Great Plains Studies, Center for

 

Date of this Version

Fall 1984

Citation

Great Plains Quarterly Vol. 4, No. 4, Fall 1984, pp. 231-37.

Comments

Copyright 1984 by the Center for Great Plains Studies, University of Nebraska-Lincoln

Abstract

So much has been written about Willa Cather and the influence of the classics and later European literature that one sometimes forgets the American literary climate in which she developed. It was a postromantic age of realism, epitomized by William Dean Howells's attempt to limit fiction to normal characters in commonplace situations, which would make of it, as Cather complained, a "sort of young lady's illusion preserver." But the new breed of "naturalists," Cather's contemporaries, were in revolt against Howells and his more accomplished contemporary, Henry James, and advocated a return to romance without the chivalric trappings of Walter Scott and Dumas pere. Frank Norris, the most outspoken of a group that included Jack London, Stephen Crane, and Theodore Dreiser, pleaded for a serious response in his pointedly anti-Howells, anti-James statement against so-called realistic portrayals of the commonplace ("the drama of a broken tea cup, the tragedy of a walk down the block"). Romance would stress the abnormal in characterization and plot, treating American social problems, the dwellings of the poor, the outcasts, and so on, and would not be restricted to the norm of experience. McTeague, the 1899 novel in which Norris tried to fulfill these social responsibilities, was praised by Cather as a "great book," a powerful depiction of "brute strength and brute passions," a "searching analysis of the degeneration of ... two souls"; she detected his method as Zola's, "perhaps the only truthful literary method of dealing with that part of society which environment and heredity hedge about like the walls of a prison."
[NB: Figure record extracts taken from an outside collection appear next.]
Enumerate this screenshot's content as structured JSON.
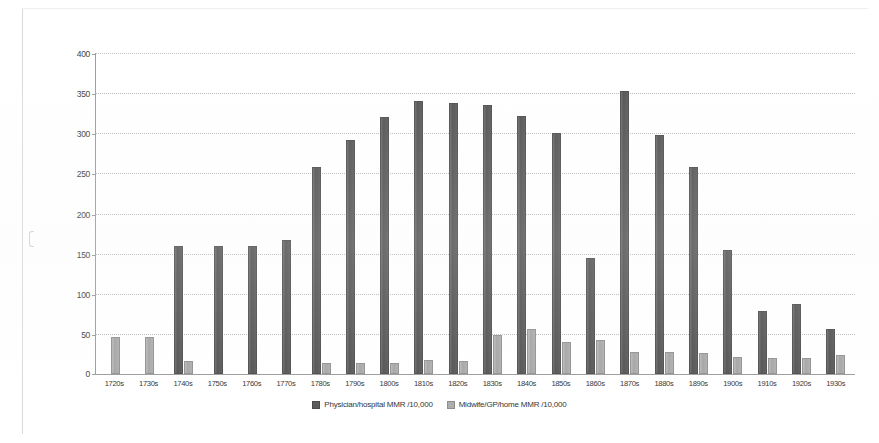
{
  "chart_data": {
    "type": "bar",
    "title": "",
    "xlabel": "",
    "ylabel": "",
    "ylim": [
      0,
      400
    ],
    "ytick_step": 50,
    "grid": true,
    "legend_position": "bottom",
    "categories": [
      "1720s",
      "1730s",
      "1740s",
      "1750s",
      "1760s",
      "1770s",
      "1780s",
      "1790s",
      "1800s",
      "1810s",
      "1820s",
      "1830s",
      "1840s",
      "1850s",
      "1860s",
      "1870s",
      "1880s",
      "1890s",
      "1900s",
      "1910s",
      "1920s",
      "1930s"
    ],
    "yticks": [
      "0",
      "50",
      "100",
      "150",
      "200",
      "250",
      "300",
      "350",
      "400"
    ],
    "series": [
      {
        "name": "Physician/hospital MMR /10,000",
        "color": "#575757",
        "values": [
          0,
          0,
          160,
          160,
          160,
          167,
          258,
          292,
          320,
          340,
          338,
          335,
          322,
          300,
          145,
          353,
          298,
          258,
          155,
          78,
          87,
          56
        ]
      },
      {
        "name": "Midwife/GP/home MMR /10,000",
        "color": "#ababab",
        "values": [
          46,
          46,
          16,
          0,
          0,
          0,
          14,
          14,
          14,
          17,
          16,
          48,
          56,
          40,
          42,
          27,
          28,
          26,
          21,
          20,
          20,
          24
        ]
      }
    ]
  },
  "legend": {
    "items": [
      {
        "label": "Physician/hospital MMR /10,000",
        "marker": "legend-swatch-physician"
      },
      {
        "label": "Midwife/GP/home MMR /10,000",
        "marker": "legend-swatch-midwife"
      }
    ]
  }
}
One need only review Cather's early story "The Clemency of the Court" (1893) to recognize her penchant for all the trappings of our naturalistic school: the effects of environment, evolutionary theory (the association of beast and man, and the reduction of a human to a bestial level), and adventure punctuated with revolting details (the killing of the dog and the farmer, and the tale of a prisoner in Russia committing suicide by biting deep into his arm, tearing open the veins with his teeth, and bleeding to death). A story like "On the Divide" three years later (1896) is similarly within the revolutionary, anti-Howellsian conventions of the age; it depicts a Norwegian giant who carries off a screaming woman, drinks himself into demonic stupors, and performs suicidal rituals in an oppressively hot, treeless environment where "it causes no sensation ... when a Dane is found swinging to his own windmill tower, and most of the Poles, after they have become too careless and discouraged to shave themselves keep their razors to cut their throats with." It is appropriate that Willa Cather wrote like this, knowing her independence of mind, her masculine bent, and her introduction to rather primitive conditions when she came to Nebraska a century ago at the age of nine. (One recalls the incident recorded by Mildred Bennett about Willa helping the local doctor during the amputation of a boy's leg.)
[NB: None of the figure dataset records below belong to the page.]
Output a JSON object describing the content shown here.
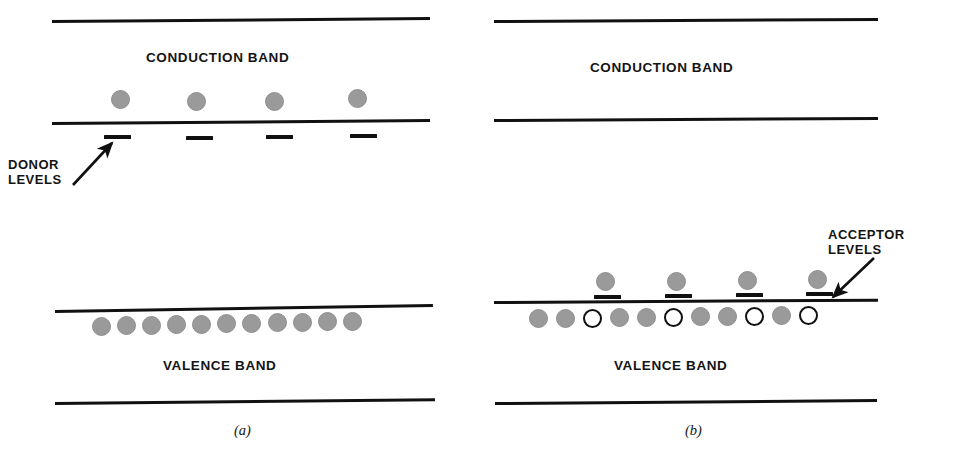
{
  "figure": {
    "width": 972,
    "height": 459,
    "background": "#ffffff",
    "ink_color": "#111111",
    "electron_fill": "#9a9a9a",
    "hole_fill": "#ffffff",
    "hole_stroke": "#101010"
  },
  "panel_a": {
    "caption": "(a)",
    "conduction_band_label": "CONDUCTION BAND",
    "valence_band_label": "VALENCE BAND",
    "annotation_line1": "DONOR",
    "annotation_line2": "LEVELS",
    "conduction_electron_count": 4,
    "donor_level_count": 4,
    "valence_electron_count": 11,
    "valence_hole_count": 0,
    "conduction_electrons_x": [
      120,
      196,
      274,
      357
    ],
    "donor_levels_x": [
      104,
      186,
      266,
      350
    ],
    "valence_electrons_x": [
      101,
      126,
      151,
      176,
      201,
      226,
      251,
      277,
      302,
      327,
      352
    ]
  },
  "panel_b": {
    "caption": "(b)",
    "conduction_band_label": "CONDUCTION BAND",
    "valence_band_label": "VALENCE BAND",
    "annotation_line1": "ACCEPTOR",
    "annotation_line2": "LEVELS",
    "conduction_electron_count": 0,
    "acceptor_level_count": 4,
    "acceptor_electron_count": 4,
    "valence_electron_count": 7,
    "valence_hole_count": 4,
    "acceptor_levels_x": [
      108,
      179,
      250,
      320
    ],
    "acceptor_electrons_x": [
      110,
      181,
      252,
      322
    ],
    "valence_circles": [
      {
        "x": 52,
        "type": "electron"
      },
      {
        "x": 79,
        "type": "electron"
      },
      {
        "x": 106,
        "type": "hole"
      },
      {
        "x": 133,
        "type": "electron"
      },
      {
        "x": 160,
        "type": "electron"
      },
      {
        "x": 187,
        "type": "hole"
      },
      {
        "x": 214,
        "type": "electron"
      },
      {
        "x": 241,
        "type": "electron"
      },
      {
        "x": 268,
        "type": "hole"
      },
      {
        "x": 295,
        "type": "electron"
      },
      {
        "x": 322,
        "type": "hole"
      }
    ]
  }
}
But her mature fiction reveals another side of Willa Cather. As William Curtin has noted, the fondness for romance she shared with the young naturalists "put her at odds with William Dean Howells." Yet she acknowledged his greatness, despite his mildness, and his ability to "make very common little men in sack coats" live, even if he could not create very great ones. She defended Henry James's as well as Howells's "theories as to the delicacy and decency of literature," and developed for James a reverence that might seem inconsistent with her admiration for the naturalists. The spell of James materialized after 1896, when, although she lamented his failure to address modern society, modern "degeneracy," and the new woman, she expressed admiration for the perfect control of his art, "as calm and as subtle as the music of Mozart." She had earlier distinguished James with Hawthorne and Poe as our only masters of pure prose, and in a 1913 interview in the Philadelphia Record she described James, Mark Twain, and Sarah Orne Jewett as her "favorite American writers."